By Fred Swegles
“Imagine you’ve never been anywhere near an ocean, and suddenly you find yourself face to face with that incredible body of water. How would you react?”
That’s what I wrote on March 31, 1976, in the San Clemente Daily Sun-Post, a five-day-a-week local newspaper.
A day earlier, I had viewed the facial expressions of 167 Navajo, revealing “fear, wonderment and finally glee as they cautiously decided that no, that massive wet monster wasn’t going to gobble them up at water’s edge. Moreover, there were new worlds to explore—a ‘beach’ with its tide pools, its seaweed, its shells, its starfish, its waves and even its giants (those strange tall palm trees).”
We published 10 photos of children experiencing the Pacific Ocean at San Onofre. Camp Pendleton had invited them to park, step off the bus and encounter something unimaginable to young people living in the Navajo Nation in Arizona and New Mexico.
DIFFERENT PERSPECTIVES
Last summer, I wrote a San Clemente Times column celebrating a special place we have here in San Clemente, a 1,296-foot-long fishing pier. Visitors can walk out to the end and, if they come from somewhere not near an ocean, they can appreciate how remarkable it is.
In the column, I mentioned my memories of some Navajo children and how their animated faces left a forever image in my mind.
Recently, I rediscovered yet another Daily Sun-Post news clipping from the 1970s, featuring a picture of Navajo high school teenagers swimming on Memorial Day Weekend in San Clemente’s public pool, known today as the Ole Hanson Beach Club.
It was from May 1972, when 97 Navajo high school students from near Gallup, New Mexico, “might have never gotten to see the Pacific Ocean or Disneyland if the City of San Clemente hadn’t come to the rescue.”
SAN CLEMENTE SAVED THESE VISITORS
The students had raised $2,000 for their trip to California, with plans to stay in Camp Pendleton barracks, only to learn belatedly that the base couldn’t let girls stay in the barracks due to military regulations.
When they contacted nearby towns, including San Clemente, in desperation, the city let the female students stay in the San Clemente Beach Club building for three nights.
It was a pre-graduation high school trip to California. Arlie Waterman, San Clemente’s superintendent of parks and recreation, saved it.
“San Clemente was a kind of a light in total darkness,” said the Navajos’ adult chaperone.
The boys got to stay at Camp Pendleton, while San Clemente let the girls sleep upstairs at the beach club using sleeping bags that the city had provided.
WHICH IS BETTER, OCEAN OR POOL?
“While in San Clemente, the Navajo students toured the town and got their first crack at swimming in ocean waves.
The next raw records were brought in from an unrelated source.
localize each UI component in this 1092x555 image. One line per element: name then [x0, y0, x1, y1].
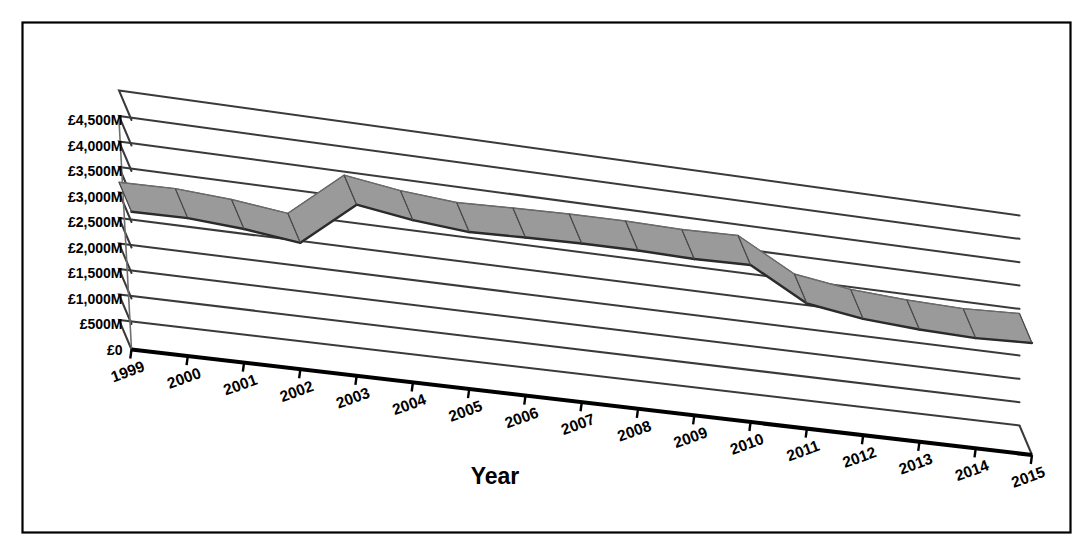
x-axis-title: Year: [471, 463, 520, 489]
x-axis-tick: [243, 363, 244, 372]
x-axis-tick: [1031, 455, 1032, 464]
x-axis-tick: [187, 356, 188, 365]
y-axis-tick-label: £2,000M: [68, 240, 122, 256]
y-axis-tick-label: £500M: [80, 316, 123, 332]
x-axis-tick: [862, 435, 863, 444]
y-axis-tick-label: £4,500M: [68, 112, 122, 128]
x-axis-tick: [412, 382, 413, 391]
x-axis-tick: [581, 402, 582, 411]
x-axis-tick: [524, 396, 525, 405]
x-axis-tick: [299, 369, 300, 378]
y-axis-tick-label: £3,500M: [68, 163, 122, 179]
x-axis-tick: [975, 448, 976, 457]
x-axis-tick: [130, 350, 131, 359]
y-axis-tick-label: £2,500M: [68, 214, 122, 230]
x-axis-tick: [468, 389, 469, 398]
x-axis-tick: [355, 376, 356, 385]
x-axis-tick: [806, 429, 807, 438]
chart-container: £4,500M£4,000M£3,500M£3,000M£2,500M£2,00…: [0, 0, 1092, 555]
y-axis-tick-label: £4,000M: [68, 138, 122, 154]
x-axis-tick: [749, 422, 750, 431]
y-axis-tick-label: £0: [107, 342, 123, 358]
x-axis-tick: [637, 409, 638, 418]
x-axis-tick: [918, 442, 919, 451]
y-axis-tick-label: £1,500M: [68, 265, 122, 281]
y-axis-tick-label: £3,000M: [68, 189, 122, 205]
y-axis-tick-label: £1,000M: [68, 291, 122, 307]
x-axis-tick: [693, 415, 694, 424]
line-chart-3d: £4,500M£4,000M£3,500M£3,000M£2,500M£2,00…: [0, 0, 1092, 555]
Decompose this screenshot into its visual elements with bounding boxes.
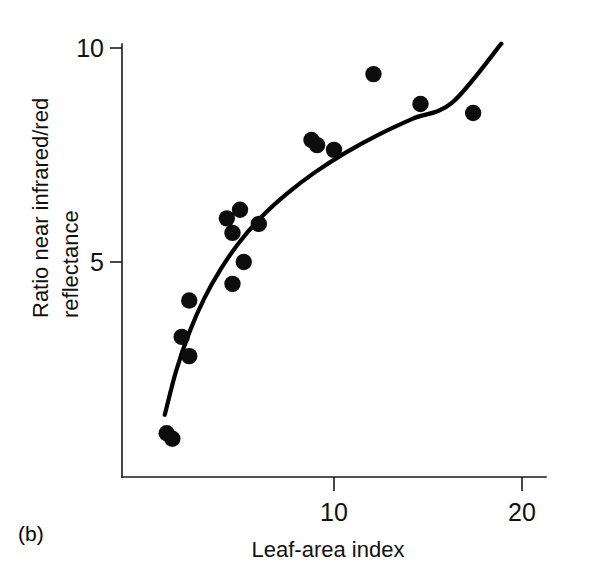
data-point bbox=[236, 254, 252, 270]
data-point bbox=[232, 202, 248, 218]
axes-group bbox=[122, 44, 546, 477]
y-tick-marks bbox=[110, 48, 122, 262]
data-point bbox=[181, 348, 197, 364]
data-point bbox=[174, 329, 190, 345]
data-point bbox=[309, 137, 325, 153]
data-point bbox=[251, 216, 267, 232]
data-points-group bbox=[158, 66, 481, 447]
data-point bbox=[164, 431, 180, 447]
data-point bbox=[326, 142, 342, 158]
data-point bbox=[365, 66, 381, 82]
trend-curve bbox=[165, 44, 502, 415]
data-point bbox=[465, 105, 481, 121]
scatter-chart: 10 5 10 20 Ratio near infrared/red refle… bbox=[0, 0, 608, 576]
data-point bbox=[412, 96, 428, 112]
y-axis-title: Ratio near infrared/red reflectance bbox=[28, 98, 83, 318]
y-tick-label-10: 10 bbox=[76, 34, 104, 62]
data-point bbox=[181, 292, 197, 308]
y-tick-label-5: 5 bbox=[90, 248, 104, 276]
data-point bbox=[224, 225, 240, 241]
x-tick-label-10: 10 bbox=[320, 498, 348, 526]
y-axis-title-line-1: Ratio near infrared/red bbox=[28, 98, 53, 318]
data-point bbox=[224, 276, 240, 292]
x-tick-label-20: 20 bbox=[508, 498, 536, 526]
panel-label: (b) bbox=[18, 522, 44, 546]
x-tick-marks bbox=[334, 477, 522, 491]
y-axis-title-line-2: reflectance bbox=[58, 210, 83, 318]
figure-panel: 10 5 10 20 Ratio near infrared/red refle… bbox=[0, 0, 608, 576]
x-axis-title: Leaf-area index bbox=[252, 537, 405, 562]
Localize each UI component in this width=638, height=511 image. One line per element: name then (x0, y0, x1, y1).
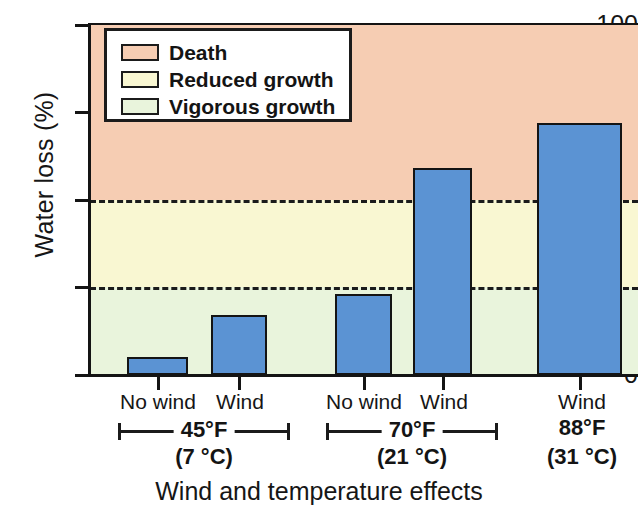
bar-45f-no-wind (127, 357, 188, 375)
x-tick-mark-1 (157, 377, 160, 390)
x-tick-mark-4 (442, 377, 445, 390)
group-bracket-45f: 45°F (118, 418, 290, 444)
legend-item-reduced-growth: Reduced growth (121, 66, 349, 92)
y-axis-line (88, 23, 91, 377)
legend-swatch-vigorous-growth (121, 98, 159, 115)
legend-item-vigorous-growth: Vigorous growth (121, 93, 349, 119)
y-tick-mark-100 (75, 24, 89, 27)
y-axis-title: Water loss (%) (30, 35, 59, 315)
bar-70f-wind (413, 168, 472, 375)
water-loss-bar-chart: Water loss (%) 100 75 50 25 0 No wind Wi… (0, 0, 638, 511)
x-category-label-5: Wind (558, 390, 606, 414)
x-category-label-4: Wind (420, 390, 468, 414)
x-tick-mark-3 (363, 377, 366, 390)
group-bracket-70f: 70°F (326, 418, 498, 444)
bar-88f-wind (537, 123, 622, 375)
legend-label-death: Death (169, 42, 227, 63)
bar-45f-wind (211, 315, 267, 375)
group-label-88f: 88°F (559, 415, 606, 441)
x-axis-title: Wind and temperature effects (0, 477, 638, 506)
x-tick-mark-5 (579, 377, 582, 390)
bar-70f-no-wind (335, 294, 392, 375)
y-tick-mark-75 (75, 111, 89, 114)
legend-item-death: Death (121, 39, 349, 65)
group-label-70f: 70°F (382, 417, 443, 443)
x-tick-mark-2 (238, 377, 241, 390)
group-bracket-cap-right (287, 423, 290, 440)
x-category-label-1: No wind (120, 390, 196, 414)
group-sublabel-45f: (7 °C) (175, 444, 233, 470)
group-sublabel-88f: (31 °C) (547, 444, 617, 470)
y-tick-mark-25 (75, 286, 89, 289)
x-category-label-2: Wind (216, 390, 264, 414)
group-bracket-cap-right (495, 423, 498, 440)
group-label-45f: 45°F (174, 417, 235, 443)
x-category-label-3: No wind (326, 390, 402, 414)
plot-top-border (88, 23, 638, 25)
group-sublabel-70f: (21 °C) (377, 444, 447, 470)
y-tick-mark-50 (75, 199, 89, 202)
y-tick-mark-0 (75, 374, 89, 377)
legend: Death Reduced growth Vigorous growth (104, 28, 352, 122)
group-bracket-cap-left (118, 423, 121, 440)
legend-label-vigorous-growth: Vigorous growth (169, 96, 335, 117)
group-bracket-cap-left (326, 423, 329, 440)
legend-swatch-death (121, 44, 159, 61)
legend-swatch-reduced-growth (121, 71, 159, 88)
legend-label-reduced-growth: Reduced growth (169, 69, 334, 90)
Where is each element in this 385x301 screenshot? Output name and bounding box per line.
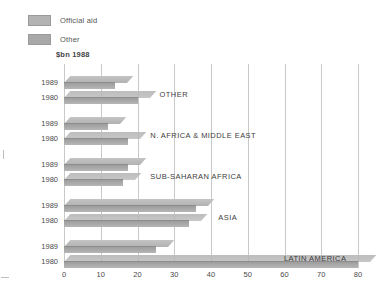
x-axis-tick-label: 10 [97, 270, 105, 279]
bar-slab [64, 132, 140, 145]
category-label: SUB-SAHARAN AFRICA [150, 172, 241, 181]
scan-artifact-left [3, 150, 4, 159]
bar-1989[interactable] [64, 117, 120, 130]
category-label: LATIN AMERICA [284, 254, 346, 263]
year-label-1980: 1980 [32, 134, 58, 143]
bar-front-face [64, 220, 189, 227]
gridline [285, 64, 286, 268]
bar-1980[interactable] [64, 173, 135, 186]
x-axis-tick-label: 70 [317, 270, 325, 279]
bar-slab [64, 117, 120, 130]
year-label-1980: 1980 [32, 257, 58, 266]
plot-area: 01020304050607080 [64, 64, 358, 268]
legend-item-other[interactable]: Other [28, 32, 97, 47]
bar-1980[interactable] [64, 132, 140, 145]
category-label: OTHER [160, 90, 189, 99]
bar-1980[interactable] [64, 91, 150, 104]
x-axis-tick-label: 60 [280, 270, 288, 279]
bar-front-face [64, 82, 115, 89]
x-axis-tick-label: 40 [207, 270, 215, 279]
legend-item-official-aid[interactable]: Official aid [28, 13, 97, 28]
category-label: ASIA [218, 213, 237, 222]
x-axis-tick-label: 80 [354, 270, 362, 279]
legend-swatch-icon [28, 15, 51, 26]
bar-front-face [64, 97, 138, 104]
bar-1980[interactable] [64, 214, 201, 227]
bar-slab [64, 199, 208, 212]
gridline [248, 64, 249, 268]
bar-slab [64, 214, 201, 227]
bar-front-face [64, 164, 128, 171]
year-label-1989: 1989 [32, 119, 58, 128]
bar-front-face [64, 138, 128, 145]
legend-item-label: Other [60, 35, 80, 44]
x-axis-tick-label: 0 [62, 270, 66, 279]
legend-swatch-icon [28, 34, 51, 45]
scan-artifact-bottom-left [1, 277, 9, 278]
legend-item-label: Official aid [60, 16, 97, 25]
bar-front-face [64, 205, 196, 212]
gridline [321, 64, 322, 268]
x-axis-tick-label: 20 [133, 270, 141, 279]
bar-slab [64, 76, 127, 89]
bar-front-face [64, 179, 123, 186]
bar-front-face [64, 123, 108, 130]
bar-slab [64, 173, 135, 186]
year-label-1980: 1980 [32, 175, 58, 184]
x-axis-tick-label: 50 [244, 270, 252, 279]
bar-1989[interactable] [64, 76, 127, 89]
x-axis-tick-label: 30 [170, 270, 178, 279]
year-label-1989: 1989 [32, 78, 58, 87]
axis-unit-title: $bn 1988 [56, 50, 90, 59]
bar-slab [64, 158, 140, 171]
legend: Official aid Other [28, 13, 97, 51]
chart-root: Official aid Other $bn 1988 010203040506… [0, 0, 385, 301]
gridline [358, 64, 359, 268]
bar-front-face [64, 246, 156, 253]
bar-slab [64, 91, 150, 104]
bar-1989[interactable] [64, 240, 168, 253]
bar-1989[interactable] [64, 158, 140, 171]
year-label-1989: 1989 [32, 160, 58, 169]
year-label-1989: 1989 [32, 242, 58, 251]
bar-1989[interactable] [64, 199, 208, 212]
category-label: N. AFRICA & MIDDLE EAST [150, 131, 256, 140]
gridline [211, 64, 212, 268]
year-label-1980: 1980 [32, 93, 58, 102]
year-label-1989: 1989 [32, 201, 58, 210]
bar-slab [64, 240, 168, 253]
year-label-1980: 1980 [32, 216, 58, 225]
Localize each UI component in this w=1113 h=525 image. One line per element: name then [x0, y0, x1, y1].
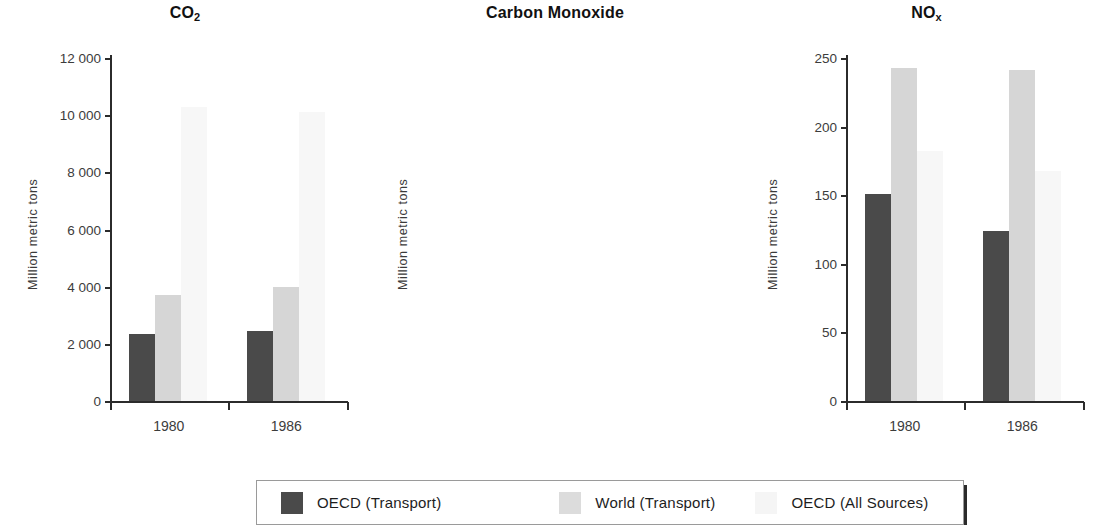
- legend-item-world-transport: World (Transport): [559, 492, 715, 514]
- chart-title-carbon-monoxide: Carbon Monoxide: [370, 4, 740, 22]
- chart-title-nox: NOx: [740, 4, 1113, 22]
- x-tick-mark-icon-co2-end: [347, 402, 349, 410]
- y-axis-line-co2: [110, 55, 112, 401]
- chart-legend: OECD (Transport) World (Transport) OECD …: [256, 480, 964, 525]
- chart-title-nox-base: NO: [911, 4, 935, 21]
- chart-title-co2-subscript: 2: [194, 11, 200, 23]
- chart-panel-co2: CO2 Million metric tons 02 0004 0006 000…: [0, 0, 370, 440]
- y-tick-mark-icon: [105, 230, 111, 232]
- y-tick-label: 0: [93, 394, 101, 409]
- y-tick-label: 10 000: [60, 108, 101, 123]
- chart-panel-carbon-monoxide: Carbon Monoxide Million metric tons 0501…: [370, 0, 740, 440]
- legend-row: OECD (Transport) World (Transport) OECD …: [257, 481, 963, 524]
- y-axis-title-nox: Million metric tons: [766, 179, 780, 290]
- y-tick-mark-icon: [105, 115, 111, 117]
- chart-title-co-base: Carbon Monoxide: [486, 4, 624, 21]
- bar-co2-1980-series2: [181, 107, 207, 401]
- bar-co2-1986-series0: [247, 331, 273, 401]
- x-axis-label-co2-1986: 1986: [271, 418, 302, 434]
- x-tick-mark-icon-co2-0: [110, 402, 112, 410]
- chart-title-co2-base: CO: [170, 4, 194, 21]
- legend-item-oecd-transport: OECD (Transport): [281, 492, 441, 514]
- legend-swatch-icon-oecd-transport: [281, 492, 303, 514]
- y-tick-label: 6 000: [67, 222, 101, 237]
- bar-co2-1980-series0: [129, 334, 155, 401]
- y-tick-mark-icon: [105, 344, 111, 346]
- chart-title-co2: CO2: [0, 4, 370, 22]
- y-axis-title-co2: Million metric tons: [26, 179, 40, 290]
- bar-co2-1980-series1: [155, 295, 181, 401]
- legend-label-world-transport: World (Transport): [595, 494, 715, 511]
- legend-swatch-icon-world-transport: [559, 492, 581, 514]
- plot-area-co2: 02 0004 0006 0008 00010 00012 0001980198…: [110, 58, 345, 401]
- x-tick-mark-icon-co2-1: [228, 402, 230, 410]
- y-tick-label: 12 000: [60, 51, 101, 66]
- chart-title-nox-subscript: x: [936, 11, 942, 23]
- y-tick-label: 8 000: [67, 165, 101, 180]
- y-tick-mark-icon: [105, 172, 111, 174]
- x-axis-label-co2-1980: 1980: [153, 418, 184, 434]
- legend-label-oecd-transport: OECD (Transport): [317, 494, 441, 511]
- legend-label-oecd-all-sources: OECD (All Sources): [791, 494, 928, 511]
- bar-co2-1986-series2: [299, 112, 325, 401]
- legend-swatch-icon-oecd-all-sources: [755, 492, 777, 514]
- bar-co2-1986-series1: [273, 287, 299, 401]
- y-tick-label: 2 000: [67, 336, 101, 351]
- chart-panel-nox: NOx Million metric tons 0102030405060198…: [740, 0, 1113, 440]
- y-tick-mark-icon: [105, 287, 111, 289]
- y-tick-label: 4 000: [67, 279, 101, 294]
- y-axis-title-carbon-monoxide: Million metric tons: [396, 179, 410, 290]
- legend-item-oecd-all-sources: OECD (All Sources): [755, 492, 928, 514]
- y-tick-mark-icon: [105, 58, 111, 60]
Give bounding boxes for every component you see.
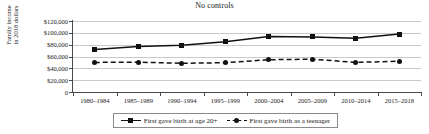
y-axis-tick-label: 0 bbox=[20, 89, 68, 96]
legend-item-age-20-plus[interactable]: First gave birth at age 20+ bbox=[121, 117, 218, 125]
x-axis-tick-label: 1995–1999 bbox=[203, 97, 247, 105]
x-axis-tick-mark bbox=[291, 93, 292, 96]
x-axis-tick-mark bbox=[334, 93, 335, 96]
plot-area bbox=[73, 21, 421, 92]
x-axis-tick-label: 1985–1989 bbox=[116, 97, 160, 105]
data-point bbox=[310, 57, 315, 62]
series-lines bbox=[73, 21, 421, 92]
data-point bbox=[397, 59, 402, 64]
x-axis-tick-mark bbox=[247, 93, 248, 96]
legend-item-teenager[interactable]: First gave birth as a teenager bbox=[227, 117, 331, 125]
x-axis-tick-label: 2000–2004 bbox=[247, 97, 291, 105]
chart-container: No controls Family income in 2018 dollar… bbox=[0, 0, 429, 134]
data-point bbox=[179, 43, 184, 48]
chart-legend: First gave birth at age 20+ First gave b… bbox=[113, 113, 338, 128]
data-point bbox=[92, 47, 97, 52]
x-axis-tick-mark bbox=[204, 93, 205, 96]
data-point bbox=[136, 44, 141, 49]
legend-label-age-20-plus: First gave birth at age 20+ bbox=[144, 117, 218, 125]
data-point bbox=[266, 34, 271, 39]
x-axis-tick-label: 2015–2018 bbox=[377, 97, 421, 105]
y-axis-tick-label: $40,000 bbox=[20, 65, 68, 72]
y-axis-tick-label: $20,000 bbox=[20, 77, 68, 84]
legend-label-teenager: First gave birth as a teenager bbox=[250, 117, 331, 125]
x-axis-tick-mark bbox=[73, 93, 74, 96]
x-axis-tick-label: 1980–1984 bbox=[73, 97, 117, 105]
y-axis-tick-label: $120,000 bbox=[20, 18, 68, 25]
data-point bbox=[310, 34, 315, 39]
data-point bbox=[223, 60, 228, 65]
x-axis-tick-label: 1990–1994 bbox=[160, 97, 204, 105]
x-axis-tick-mark bbox=[421, 93, 422, 96]
chart-title: No controls bbox=[0, 1, 429, 10]
data-point bbox=[397, 32, 402, 37]
y-axis-label-line2: in 2018 dollars bbox=[12, 0, 19, 63]
y-axis-label: Family income in 2018 dollars bbox=[5, 0, 19, 63]
legend-marker-square-icon bbox=[121, 117, 141, 124]
data-point bbox=[353, 36, 358, 41]
data-point bbox=[223, 39, 228, 44]
data-point bbox=[136, 60, 141, 65]
legend-marker-circle-icon bbox=[227, 117, 247, 124]
y-axis-tick-label: $100,000 bbox=[20, 29, 68, 36]
x-axis-tick-mark bbox=[378, 93, 379, 96]
x-axis-tick-label: 2010–2014 bbox=[334, 97, 378, 105]
x-axis-tick-label: 2005–2009 bbox=[290, 97, 334, 105]
y-axis-tick-label: $60,000 bbox=[20, 53, 68, 60]
x-axis-tick-mark bbox=[117, 93, 118, 96]
y-axis-tick-label: $80,000 bbox=[20, 41, 68, 48]
x-axis-tick-mark bbox=[160, 93, 161, 96]
y-axis-label-line1: Family income bbox=[5, 0, 12, 63]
Many had never seen an ocean, and they were impressed, although they preferred the warmer water of the heated city pool,” I wrote.
“In the pool, some of the students comically got their first lessons on a diving board,” I wrote.
The students spent one of their days exploring Disneyland in Anaheim, returning tired, late that evening.
The students enjoyed San Clemente’s beach town ambience.
“I thought they only had trees like those in Hawaii,” one student said.
The Navajo met friendly San Clemente locals and greeted them with chants of “ya-ta-ha,” which meant hello.
While on their way to California in two school buses and a charter bus, the students toured Hoover Dam and a family-oriented casino in Las Vegas.
“They spent one evening staying on a gymnasium floor at Nellis Air Force Base, courtesy of the Air Force,” I wrote.
And while in San Clemente, they got to eat at Camp Pendleton for breakfast (25 cents), lunch (50 cents) and dinner (70 cents)—“just right for our budget,” the adult supervisor said, chuckling.

MY OWN PERSPECTIVE, NAVAJO RADIO
Remembering these two Navajo stories I’d written in the 1970s reminded me of the Navajo Nation’s radio station, AM 660, that my car radio had picked up in San Clemente in 2018, sometimes bright and strong.
I learned that the Navajo chanting songs that amazed me to hear in San Clemente were broadcast from the Navajo capital of Window Rock, Arizona. I went in 2019 to visit.
Window Rock is a gorgeous geographical phenomenon. It has a Navajo museum, a cool mileage post and a monument celebrating the Navajos’ WWII code that Japanese forces couldn’t crack.
I wonder if anyone in the Navajo museum I visited could have been one of the kids who discovered the Pacific Ocean on one of those two remarkable stories, discovering our vast Pacific horizon on one of the two trips that inspired my articles.